Land use and coping strategies of war-affected communities in Trincomalee, Sri Lanka
CATAD Team: Benedikt Korf, Tobias Flämig, Christine Schenk, Monika Ziebell, Julia Ziegler IFSP Team: Rohini M. Singarayer, Rathnayake M. Abeyrathne, Kanagaratnam Devarajah, Dharsanie Dharmarajah, Thangavel Sakthivel
Berlin and Trincomalee, December 2001
Livelihoods in complex emergencies
Humanitarian agencies often portray humans in political crises or natural disasters as helpless victims in dire need of emergency aid. However, people mostly survive even without aid. They cope with and adapt to the circumstances of a crisis or conflict. Development assistance should use ‘spaces’ and ‘opportunities’, which people identify in order to secure their livelihoods in complex emergencies, and encourage and support communities to deal with their own developmental issues. It is in this line of thinking that the present study on livelihoods of war-affected communities in the East of Sri Lanka presents its main argumentation.

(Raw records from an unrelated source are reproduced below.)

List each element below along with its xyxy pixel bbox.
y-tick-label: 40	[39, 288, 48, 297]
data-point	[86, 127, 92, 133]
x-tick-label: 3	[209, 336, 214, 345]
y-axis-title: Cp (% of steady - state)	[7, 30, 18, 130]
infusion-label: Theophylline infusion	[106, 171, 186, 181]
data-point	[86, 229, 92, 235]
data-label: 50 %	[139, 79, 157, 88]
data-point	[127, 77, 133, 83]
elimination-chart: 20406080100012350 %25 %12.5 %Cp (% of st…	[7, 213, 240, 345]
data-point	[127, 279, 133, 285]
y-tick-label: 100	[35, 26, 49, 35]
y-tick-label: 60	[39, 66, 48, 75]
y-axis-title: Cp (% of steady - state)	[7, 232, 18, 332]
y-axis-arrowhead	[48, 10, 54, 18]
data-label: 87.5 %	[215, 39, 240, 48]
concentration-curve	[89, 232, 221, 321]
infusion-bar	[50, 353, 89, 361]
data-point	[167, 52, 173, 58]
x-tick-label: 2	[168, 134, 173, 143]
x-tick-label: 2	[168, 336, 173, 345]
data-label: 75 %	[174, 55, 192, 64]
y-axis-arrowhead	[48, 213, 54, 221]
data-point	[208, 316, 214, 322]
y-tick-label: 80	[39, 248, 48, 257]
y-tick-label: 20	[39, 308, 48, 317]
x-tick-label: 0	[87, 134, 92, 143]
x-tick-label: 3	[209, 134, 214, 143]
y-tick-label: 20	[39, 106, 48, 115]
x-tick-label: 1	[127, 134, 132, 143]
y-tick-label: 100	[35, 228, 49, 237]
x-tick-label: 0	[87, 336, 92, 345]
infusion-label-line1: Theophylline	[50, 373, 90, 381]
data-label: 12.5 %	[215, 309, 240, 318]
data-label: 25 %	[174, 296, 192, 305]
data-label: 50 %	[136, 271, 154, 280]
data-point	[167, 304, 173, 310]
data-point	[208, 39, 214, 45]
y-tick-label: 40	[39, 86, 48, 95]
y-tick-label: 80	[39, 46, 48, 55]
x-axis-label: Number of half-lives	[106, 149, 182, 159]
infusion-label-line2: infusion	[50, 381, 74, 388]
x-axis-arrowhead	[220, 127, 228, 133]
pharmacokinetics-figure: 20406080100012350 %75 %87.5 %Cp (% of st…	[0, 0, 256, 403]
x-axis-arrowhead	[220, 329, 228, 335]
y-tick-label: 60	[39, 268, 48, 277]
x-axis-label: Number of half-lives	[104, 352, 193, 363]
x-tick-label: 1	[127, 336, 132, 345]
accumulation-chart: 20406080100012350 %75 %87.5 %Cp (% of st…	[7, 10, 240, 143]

How do people manage to survive?
The key question for actors and agencies active in rehabilitation and development in war-affected areas is this: How do people manage to survive and to pursue their livelihoods in the day to day stress of coping in an uncertain and violent environment?
IFSP-CATAD project 2001
Since 1998, the promotion of food and nutrition security as a contribution towards development in a conflict-affected environment is the challenging task of the Integrated Food Security Programme Trincomalee (IFSP) in the war-affected Eastern part of Sri Lanka. In order to explore and implement more appropriate project interventions without doing harm in a conflict environment, the IFSP commissioned the IFSP-CATAD Project 2001. This action-oriented research study explored livelihood strategies of conflict-affected communities in the Trincomalee District with particular emphasis on land use patterns and on food and nutrition security. This should provide the foundation for policy adjustments of IFSP and partner institutions.

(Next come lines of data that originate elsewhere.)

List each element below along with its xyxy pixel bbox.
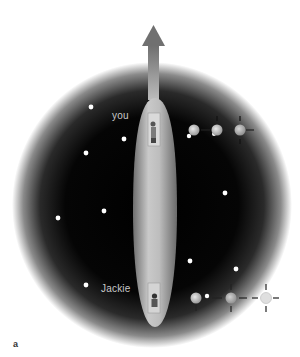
star [122, 137, 127, 142]
light-pulse [226, 293, 237, 304]
panel-label: a [13, 339, 18, 349]
star [84, 151, 89, 156]
star [56, 216, 61, 221]
light-pulse [189, 125, 200, 136]
label-you: you [112, 110, 129, 121]
observer-you-figure [148, 113, 160, 146]
light-pulse [235, 125, 246, 136]
label-jackie: Jackie [101, 283, 131, 294]
observer-jackie-figure [148, 283, 160, 313]
star [89, 105, 94, 110]
star [205, 294, 209, 298]
star [84, 283, 89, 288]
light-pulse [261, 293, 272, 304]
light-pulse [212, 125, 223, 136]
star [102, 209, 107, 214]
star [223, 191, 228, 196]
spacetime-diagram: you Jackie a [0, 0, 300, 357]
star [234, 267, 239, 272]
star [188, 259, 193, 264]
diagram-canvas [0, 0, 300, 357]
star [187, 134, 191, 138]
light-pulse [191, 293, 202, 304]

Livelihood system analysis
The Livelihood System Approach (LSA) is an analytical tool to observe and understand behavioural patterns of people and communities in complex political emergencies. It looks into livelihood strategies of people in a given vulnerability context (the frame conditions). People have access to six forms of capital assets (natural, physical, human, social, political, and financial). These are the resources, which people can combine in order to carry out livelihood strategies and achieve certain outcomes. These outcomes have positive as well as negative impacts on the livelihood (feedback loops).
Coping or adapting?
Livelihood strategies will differ with regard to whether people have to deal with gradual trends or sudden shocks: Adaptive strategies denote processes of change which are more or less conscious and deliberate in the way people adjust livelihood strategies to long term changes and challenges (trends). Coping strategies are short-term responses to periodic stress or sudden shocks of both natural and political hazards.
Why institutions matter?
Institutional arrangements include formal and informal forms, are ambiguous and subject to multiple interpretations by different actors. Institutions are dynamic and are continuously reshaped over time. Power relations are embedded in institutional arrangements, and these are thus part of a social and political negotiation process. Administrative, political and military power holders often play a fundamental role in determining access to resources.

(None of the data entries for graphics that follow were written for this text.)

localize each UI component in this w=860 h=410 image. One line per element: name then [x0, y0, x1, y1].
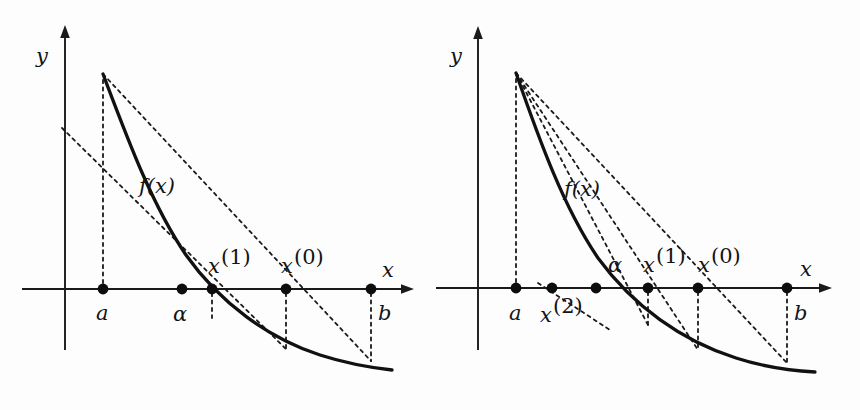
y-axis-label-right: y: [449, 44, 463, 68]
x-axis-label-left: x: [382, 258, 394, 282]
point-alpha-left: [177, 284, 188, 295]
point-x0-right: [693, 283, 704, 294]
y-axis-label-left: y: [35, 44, 49, 68]
curve-label-left: f(x): [137, 174, 175, 198]
svg-text:x: x: [208, 254, 220, 278]
function-curve-right: [516, 73, 815, 372]
label-a-right: a: [509, 301, 522, 325]
label-b-left: b: [378, 301, 391, 325]
y-axis-right: [473, 26, 483, 350]
point-a-left: [98, 284, 109, 295]
label-alpha-right: α: [608, 253, 622, 277]
regula-falsi-panel-right: y x f(x) a α b x (2) x (1) x (0): [430, 0, 860, 410]
svg-text:x: x: [540, 303, 552, 327]
svg-text:x: x: [281, 254, 293, 278]
function-curve-left: [103, 74, 392, 370]
label-x1-right: x (1): [643, 244, 686, 277]
figure-root: y x f(x) a α b x (1) x (0): [0, 0, 860, 410]
x-axis-right: [436, 283, 832, 293]
svg-text:(0): (0): [711, 244, 741, 268]
label-b-right: b: [794, 301, 807, 325]
x-axis-label-right: x: [800, 257, 812, 281]
label-x0-right: x (0): [698, 244, 741, 277]
label-alpha-left: α: [173, 302, 187, 326]
point-b-right: [782, 283, 793, 294]
regula-falsi-panel-left: y x f(x) a α b x (1) x (0): [0, 0, 430, 410]
svg-text:(2): (2): [553, 294, 583, 318]
point-x0-left: [281, 284, 292, 295]
point-x1-right: [643, 283, 654, 294]
svg-text:(0): (0): [294, 245, 324, 269]
label-a-left: a: [96, 301, 109, 325]
y-axis-left: [60, 25, 70, 350]
point-a-right: [511, 283, 522, 294]
point-b-left: [366, 284, 377, 295]
svg-text:(1): (1): [221, 245, 251, 269]
label-x1-left: x (1): [208, 245, 251, 278]
svg-text:x: x: [643, 253, 655, 277]
label-x2-right: x (2): [540, 294, 583, 327]
label-x0-left: x (0): [281, 245, 324, 278]
svg-text:x: x: [698, 253, 710, 277]
svg-text:(1): (1): [656, 244, 686, 268]
point-x2-right: [547, 283, 558, 294]
chord-a-b-left: [103, 74, 371, 361]
chord-a-b-right: [516, 73, 787, 363]
curve-label-right: f(x): [562, 177, 600, 201]
point-x1-left: [207, 284, 218, 295]
point-alpha-right: [591, 283, 602, 294]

Qualitative village studies
The IFSP-CATAD Project 2001 focused on comparative and qualitative village studies in order to contribute to a better understanding of the multiplicity and complexity of rural societies in a conflict environment. The research sample consisted of five research locations from different geographical areas of the Trincomalee district. The study was carried out by an intercultural team of young German and Sri Lankan scientists and practitioners in summer 2001.
Sri Lanka: a complex political emergency
The civil war in Sri Lanka can be described as a complex (political) emergency: the ethnicised conflict is embedded in, and is an expression of, existing social, political, economic and cultural structures, and is characterised by loyalty to one particular communal group, and strong antipathy towards other communal groups. The overriding issue of the macro-conflict in Sri Lanka is the grievance between the Tamil minority and the Sinhalese-Buddhist majority, which has escalated into a war between the Liberation Tigers of Tamil Eelam (LTTE) and the Sinhalese dominated armed forces.
Perception and impact of war
All five research areas are situated at a borderline, either between uncleared (or ‘grey’) and cleared areas or between the settlements of different communal groups. These areas are characterised by a high occurrence of fighting, violence, the presence of both armed parties, and intimidation. The psychological effects are striking: a lack of self-confidence, a tendency to keep a low profile, frustration in view of limited life opportunities, fear and desperation are widespread in these non-stabilised areas. Conflict, war and risk, nevertheless, have quite a different impact on each of the communities. In some locations, villagers still pursue their traditional livelihood activities and farming systems, even though under constraining frame conditions. In other locations, the conflict forced villagers to leave traditional resources behind due to the war and to search for alternative livelihood options.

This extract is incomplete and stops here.